The Arizona Department of Education warned state lawmakers this week that it would be unable to distribute billions of dollars in state and federal funding for schools if the state doesn’t give it $17.6 million for its data systems.
State schools Superintendent Diane Douglas and the department have been sounding the alarm since the release of Gov. Doug Ducey’s budget proposal earlier this year. The proposal did not include any money to maintain the department’s information-technology programs.
One of the Department of Education’s chief responsibilities is calculating and administering $10 billion in local, state and federal funding for Arizona public schools. Every calculation and transaction surrounding Arizona school funding goes through the 100-plus programs used by the Education Department.
In a letter sent last month to school administrators, Douglas said “schools will not be able to receive their state aid payments” without the money to maintain the department’s data programs.
The $17.6 million would pay for data maintenance, 40 programmers and an ongoing transition to replace antiquated software.
Douglas and Education Department officials said they were surprised to see that the governor’s proposal — unveiled almost a month ago — did not include any IT funding.
Since then, Douglas and Education Department officials have tried to convey to state budget gatekeepers the importance of sustaining the programs that they say drive Arizona school funding.
Stefan Swiat, spokesman for the Department of Education, told The Arizona Republic on Thursday that the department has not received any assurances from either the Governor’s Office or state lawmakers that they would be getting the money.
Swiat said the department has relied on “one-time funding” to support IT maintenance in previous years. The amount they have received has varied in recent years, though Swiat said “this is the first time that we have been zeroed out” by the state, a development he called “baffling” partly because the governor’s budget included IT funding for other state agencies.
Daniel Ruiz, spokesman for Ducey, said in an email Thursday that the Governor’s Office has met several times with the Department of Education about its IT-funding request, “and we will continue our discussions with them throughout the budget development process.”
Schools use various data programs to report information — such as daily student attendance, enrollment and withdrawal transactions — to the state. The state then uses that information to determine things such as the amount of money schools will get for each student.
Michael Bradley, Douglas’ chief of staff, told members of the House and Senate appropriations committees this week that without any IT money, the department won’t be able to pay programmers and “things shut down.”
“There’s no prettier way to say that,” Bradley said. “We’ve already lost two of our programmers. … We’ve told them, ‘Please don’t panic that you’re zeroed out,’ but they’re finding other jobs.”
The state Department of Education has spent $38 million in recent years on a transition to a new student-enrollment reporting system, AzEDS, which the department said gives more accurate funding calculations. Arizona school finance is largely determined by student enrollment.
Some state lawmakers on the appropriations committees, such as state Rep. Heather Carter, R-Cave Creek, expressed support for the department’s IT-funding request.
“I value this data system a great deal and realize that it requires investment from the state to continue to keep it working and improving because we need good, accurate data in a timely manner to make policy decisions,” Carter said.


_Work task_. Your task is to copy each line of the material that holds the word "screenshot".

_Records provided_.
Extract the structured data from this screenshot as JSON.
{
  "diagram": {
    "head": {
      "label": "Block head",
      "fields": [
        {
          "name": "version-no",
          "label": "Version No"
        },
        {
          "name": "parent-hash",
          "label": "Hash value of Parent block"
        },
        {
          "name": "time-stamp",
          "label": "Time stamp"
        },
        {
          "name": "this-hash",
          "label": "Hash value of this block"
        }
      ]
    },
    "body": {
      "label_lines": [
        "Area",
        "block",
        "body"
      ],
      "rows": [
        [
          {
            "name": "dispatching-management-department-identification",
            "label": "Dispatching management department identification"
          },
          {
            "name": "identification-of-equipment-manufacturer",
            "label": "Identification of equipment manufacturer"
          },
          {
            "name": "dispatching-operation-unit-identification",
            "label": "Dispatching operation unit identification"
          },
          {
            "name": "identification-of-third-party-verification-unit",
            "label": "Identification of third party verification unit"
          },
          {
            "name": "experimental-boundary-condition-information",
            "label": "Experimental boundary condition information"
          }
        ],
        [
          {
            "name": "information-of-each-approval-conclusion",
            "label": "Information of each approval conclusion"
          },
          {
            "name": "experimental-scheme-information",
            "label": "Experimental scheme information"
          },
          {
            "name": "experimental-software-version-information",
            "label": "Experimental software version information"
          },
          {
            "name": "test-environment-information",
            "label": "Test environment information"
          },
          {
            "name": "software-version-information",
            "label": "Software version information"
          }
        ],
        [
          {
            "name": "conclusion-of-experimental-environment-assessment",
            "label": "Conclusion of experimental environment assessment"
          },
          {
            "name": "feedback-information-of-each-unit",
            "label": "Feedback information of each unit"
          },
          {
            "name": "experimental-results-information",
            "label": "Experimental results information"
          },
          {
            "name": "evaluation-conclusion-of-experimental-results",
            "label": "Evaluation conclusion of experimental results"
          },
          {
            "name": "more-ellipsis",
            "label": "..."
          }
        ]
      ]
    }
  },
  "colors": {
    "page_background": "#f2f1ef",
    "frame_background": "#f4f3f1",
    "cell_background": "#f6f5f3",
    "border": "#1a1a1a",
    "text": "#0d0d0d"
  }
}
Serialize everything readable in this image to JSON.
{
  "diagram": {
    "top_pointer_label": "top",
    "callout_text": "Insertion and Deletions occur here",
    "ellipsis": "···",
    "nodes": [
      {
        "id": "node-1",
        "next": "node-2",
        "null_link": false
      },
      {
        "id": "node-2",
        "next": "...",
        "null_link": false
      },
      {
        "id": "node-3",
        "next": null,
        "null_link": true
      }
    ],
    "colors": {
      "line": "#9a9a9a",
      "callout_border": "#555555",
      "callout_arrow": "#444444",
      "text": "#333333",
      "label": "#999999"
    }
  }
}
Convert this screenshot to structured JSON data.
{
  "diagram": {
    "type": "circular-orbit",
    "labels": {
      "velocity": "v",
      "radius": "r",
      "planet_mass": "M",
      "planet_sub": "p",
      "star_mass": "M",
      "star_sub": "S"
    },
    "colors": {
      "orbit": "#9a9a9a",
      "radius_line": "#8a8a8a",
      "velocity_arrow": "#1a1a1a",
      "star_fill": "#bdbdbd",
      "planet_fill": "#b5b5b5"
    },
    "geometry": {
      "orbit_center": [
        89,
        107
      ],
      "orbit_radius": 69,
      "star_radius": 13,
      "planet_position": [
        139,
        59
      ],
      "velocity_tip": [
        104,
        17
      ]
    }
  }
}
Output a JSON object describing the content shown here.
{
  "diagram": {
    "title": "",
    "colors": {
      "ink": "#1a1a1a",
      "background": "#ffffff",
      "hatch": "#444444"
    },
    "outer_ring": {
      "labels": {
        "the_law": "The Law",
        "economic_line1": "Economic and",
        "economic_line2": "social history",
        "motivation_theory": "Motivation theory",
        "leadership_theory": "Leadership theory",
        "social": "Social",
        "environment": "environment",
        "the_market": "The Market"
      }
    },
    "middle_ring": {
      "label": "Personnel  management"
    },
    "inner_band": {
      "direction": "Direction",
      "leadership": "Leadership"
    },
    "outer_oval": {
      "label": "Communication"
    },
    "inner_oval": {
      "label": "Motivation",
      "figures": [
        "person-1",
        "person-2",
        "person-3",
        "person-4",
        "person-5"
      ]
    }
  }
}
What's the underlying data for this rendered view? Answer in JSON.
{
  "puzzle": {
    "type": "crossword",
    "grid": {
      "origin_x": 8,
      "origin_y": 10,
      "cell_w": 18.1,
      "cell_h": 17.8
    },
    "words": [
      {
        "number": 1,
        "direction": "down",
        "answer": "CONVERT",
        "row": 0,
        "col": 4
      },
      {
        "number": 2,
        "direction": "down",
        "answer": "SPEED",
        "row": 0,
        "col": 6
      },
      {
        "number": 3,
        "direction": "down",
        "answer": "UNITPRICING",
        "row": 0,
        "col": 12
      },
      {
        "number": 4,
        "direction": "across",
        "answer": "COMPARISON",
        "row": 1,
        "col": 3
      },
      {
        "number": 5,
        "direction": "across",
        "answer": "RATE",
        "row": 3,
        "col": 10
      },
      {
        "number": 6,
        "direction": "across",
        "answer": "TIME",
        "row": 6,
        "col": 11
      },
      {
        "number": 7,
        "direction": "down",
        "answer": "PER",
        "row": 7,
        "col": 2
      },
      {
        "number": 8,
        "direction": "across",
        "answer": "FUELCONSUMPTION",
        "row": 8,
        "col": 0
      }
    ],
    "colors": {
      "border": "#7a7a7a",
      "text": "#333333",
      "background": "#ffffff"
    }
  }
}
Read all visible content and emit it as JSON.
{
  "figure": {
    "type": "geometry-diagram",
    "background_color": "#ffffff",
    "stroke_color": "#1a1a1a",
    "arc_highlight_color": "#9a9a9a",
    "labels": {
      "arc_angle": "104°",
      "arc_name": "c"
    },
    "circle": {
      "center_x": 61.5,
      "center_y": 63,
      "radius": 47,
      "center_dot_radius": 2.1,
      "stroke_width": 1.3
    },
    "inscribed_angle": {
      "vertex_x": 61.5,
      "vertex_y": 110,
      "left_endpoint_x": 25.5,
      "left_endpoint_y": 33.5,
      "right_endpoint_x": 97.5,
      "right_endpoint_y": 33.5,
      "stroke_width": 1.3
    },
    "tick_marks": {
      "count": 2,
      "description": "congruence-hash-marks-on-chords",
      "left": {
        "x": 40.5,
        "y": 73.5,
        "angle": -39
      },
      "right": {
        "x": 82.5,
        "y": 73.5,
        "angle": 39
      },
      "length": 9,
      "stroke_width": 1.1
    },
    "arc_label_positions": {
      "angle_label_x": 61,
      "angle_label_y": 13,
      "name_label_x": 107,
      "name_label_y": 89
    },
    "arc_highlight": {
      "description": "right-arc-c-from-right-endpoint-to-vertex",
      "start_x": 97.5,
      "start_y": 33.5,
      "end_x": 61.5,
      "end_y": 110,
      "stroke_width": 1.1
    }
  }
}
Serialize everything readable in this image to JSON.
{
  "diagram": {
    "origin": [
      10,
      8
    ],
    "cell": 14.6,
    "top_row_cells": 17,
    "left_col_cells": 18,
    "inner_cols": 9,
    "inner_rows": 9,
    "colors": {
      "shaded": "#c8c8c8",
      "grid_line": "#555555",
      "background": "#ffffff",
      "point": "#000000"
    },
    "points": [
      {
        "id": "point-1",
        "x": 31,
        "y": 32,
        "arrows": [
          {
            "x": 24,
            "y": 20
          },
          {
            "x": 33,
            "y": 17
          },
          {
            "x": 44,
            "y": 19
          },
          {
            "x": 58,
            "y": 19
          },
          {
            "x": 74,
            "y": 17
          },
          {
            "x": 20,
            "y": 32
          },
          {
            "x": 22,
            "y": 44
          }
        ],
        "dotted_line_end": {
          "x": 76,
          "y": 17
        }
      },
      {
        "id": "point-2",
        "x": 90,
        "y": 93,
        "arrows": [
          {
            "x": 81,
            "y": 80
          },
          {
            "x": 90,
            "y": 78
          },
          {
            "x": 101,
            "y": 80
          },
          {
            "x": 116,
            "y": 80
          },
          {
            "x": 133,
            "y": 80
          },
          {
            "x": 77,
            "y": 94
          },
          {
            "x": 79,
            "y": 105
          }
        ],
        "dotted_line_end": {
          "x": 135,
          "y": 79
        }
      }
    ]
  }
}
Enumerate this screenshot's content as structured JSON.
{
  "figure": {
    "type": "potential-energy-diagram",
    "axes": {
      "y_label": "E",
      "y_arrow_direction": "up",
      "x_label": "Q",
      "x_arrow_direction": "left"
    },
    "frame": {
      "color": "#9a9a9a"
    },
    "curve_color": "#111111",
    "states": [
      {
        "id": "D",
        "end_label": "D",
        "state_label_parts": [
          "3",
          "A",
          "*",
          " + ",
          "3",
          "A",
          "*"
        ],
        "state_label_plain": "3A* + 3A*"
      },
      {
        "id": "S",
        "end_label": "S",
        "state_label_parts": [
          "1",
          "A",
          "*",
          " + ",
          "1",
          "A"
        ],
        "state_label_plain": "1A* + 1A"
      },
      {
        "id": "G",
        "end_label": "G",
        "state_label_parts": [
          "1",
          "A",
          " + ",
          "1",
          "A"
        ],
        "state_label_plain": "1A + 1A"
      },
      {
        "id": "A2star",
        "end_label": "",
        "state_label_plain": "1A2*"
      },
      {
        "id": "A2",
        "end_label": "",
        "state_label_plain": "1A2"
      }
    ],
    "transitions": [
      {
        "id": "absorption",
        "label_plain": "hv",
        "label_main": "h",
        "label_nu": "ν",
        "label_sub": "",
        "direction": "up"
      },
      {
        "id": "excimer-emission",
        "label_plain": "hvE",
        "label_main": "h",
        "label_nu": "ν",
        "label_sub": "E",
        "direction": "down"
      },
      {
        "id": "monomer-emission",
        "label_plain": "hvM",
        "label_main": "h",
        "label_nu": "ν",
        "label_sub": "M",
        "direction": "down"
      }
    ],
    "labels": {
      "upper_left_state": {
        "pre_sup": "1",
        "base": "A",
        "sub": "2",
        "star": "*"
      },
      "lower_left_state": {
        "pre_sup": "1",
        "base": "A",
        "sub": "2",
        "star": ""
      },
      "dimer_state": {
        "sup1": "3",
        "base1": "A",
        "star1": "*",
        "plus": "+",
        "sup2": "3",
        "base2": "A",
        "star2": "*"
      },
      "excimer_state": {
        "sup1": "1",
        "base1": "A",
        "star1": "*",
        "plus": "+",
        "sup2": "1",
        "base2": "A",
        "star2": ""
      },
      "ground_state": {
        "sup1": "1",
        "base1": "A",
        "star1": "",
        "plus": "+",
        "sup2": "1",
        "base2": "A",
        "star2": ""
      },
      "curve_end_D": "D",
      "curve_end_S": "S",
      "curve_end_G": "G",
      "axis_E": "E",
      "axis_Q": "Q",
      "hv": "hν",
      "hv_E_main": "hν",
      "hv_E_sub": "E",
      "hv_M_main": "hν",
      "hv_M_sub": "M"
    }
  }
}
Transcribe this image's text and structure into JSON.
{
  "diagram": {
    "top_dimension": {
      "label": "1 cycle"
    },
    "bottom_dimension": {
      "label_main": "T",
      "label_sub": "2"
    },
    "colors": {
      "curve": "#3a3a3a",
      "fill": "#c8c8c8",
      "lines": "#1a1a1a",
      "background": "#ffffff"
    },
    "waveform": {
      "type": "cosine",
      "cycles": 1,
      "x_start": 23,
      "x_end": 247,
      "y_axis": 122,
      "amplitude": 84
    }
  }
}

_Result_.
Extract the structured data from this screenshot as JSON.
Convert this screenshot to structured JSON data.
Enumerate this screenshot's content as structured JSON.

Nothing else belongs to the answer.